Edward Iwi

Most notable, though not a legal point, was his advocacy for the Royal Family to adopt Prince Philip's surname of Mountbatten in lieu of Windsor, in order that any royal children born after Queen Elizabeth II's accession in 1952 would not bear their mother’s pre-marriage surname, which he termed "the Badge of Bastardy".

Edward Iwi was born on 28 November 1904[1][2] to a Jewish family in London and educated at John Bright Grammar School, Llandudno, north Wales.

[4] He sent a confidential letter to Herbert Morrison, Home Secretary in Winston Churchill's wartime government, suggesting that the then Princess Elizabeth be made "Duke of Cymru" to create a focus of loyalty for the people of north Wales, who were considered not entirely wedded to the British cause.

[1] In 1947 Iwi chaired a pressure group that collected 50,000 signatures on a petition to be presented to Parliament pleading for women to be able to sit in the House of Lords.

In September 1959 Edward Iwi wrote to the then Prime Minister, Harold Macmillan and to Buckingham Palace, about the name of the Royal Family.

Sir George Coldstream, Lord Kilmuir's private secretary, advised 10 Downing Street: The trouble with Iwi is that he usually puts his finger on an awkward question ... You will no doubt recall that Iwi has on several occasions proved right and on at least one of these occasions he could have caused the government great embarrassment – I refer to the unfortunate mistake by which Princess Arthur of Connaught was named as a Counsellor of State in 1944.
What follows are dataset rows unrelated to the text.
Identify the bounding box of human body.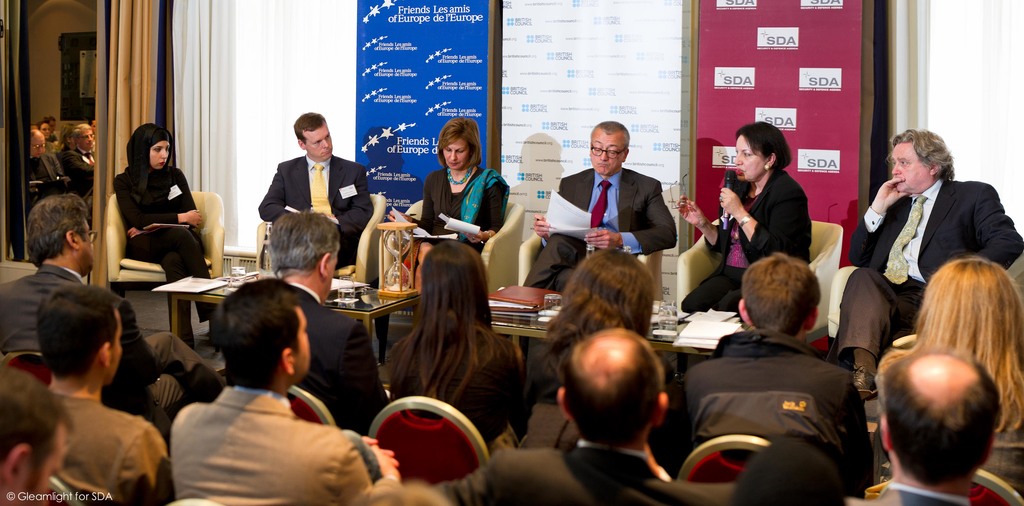
Rect(888, 248, 1023, 505).
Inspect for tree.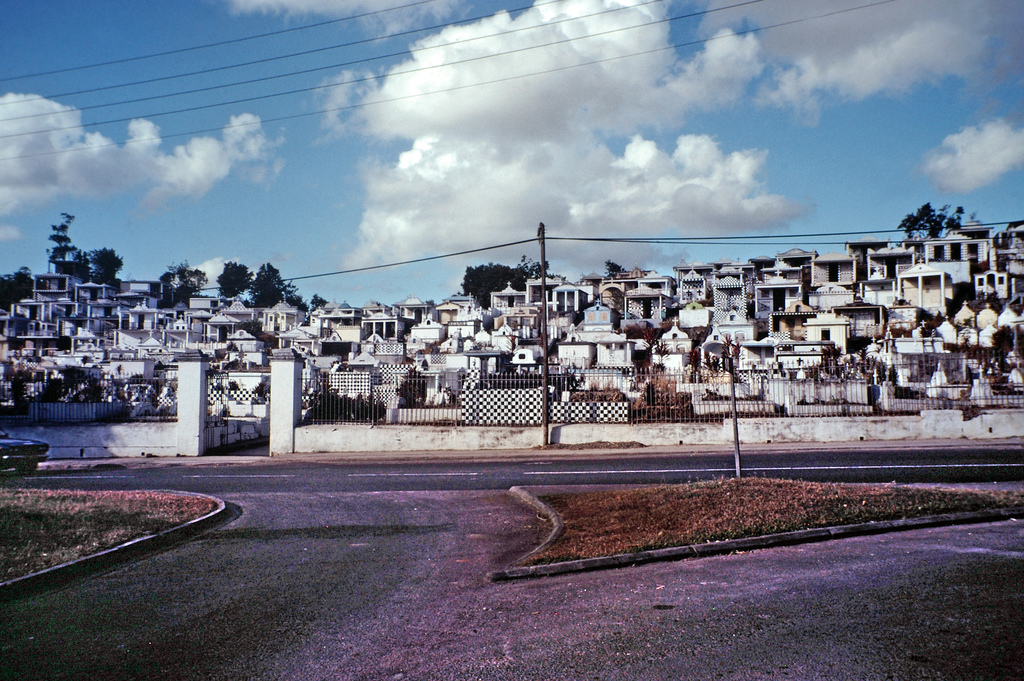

Moreover even if you were right about this, I could not think that the surname Windsor could be other than a distinction or that there is anything ignominious in bearing the name of a great house derived through a female ancestor.But Iwi was not easily put off.

(Here he may have had in mind a sermon latterly given by Thomas Bloomer, Bishop of Carlisle which, while not mentioning Iwi by name, seemed to give support to his cause.

Rab Butler reported to Macmillan that at his first audience with the Queen in his capacity as acting prime minister, she had advised him that she had "absolutely set her heart" on a change to the royal surname.

On 8 February, the Queen made a new declaration saying that she had adopted "Mountbatten-Windsor" as the name for all her descendants who did not enjoy the style of Royal Highness.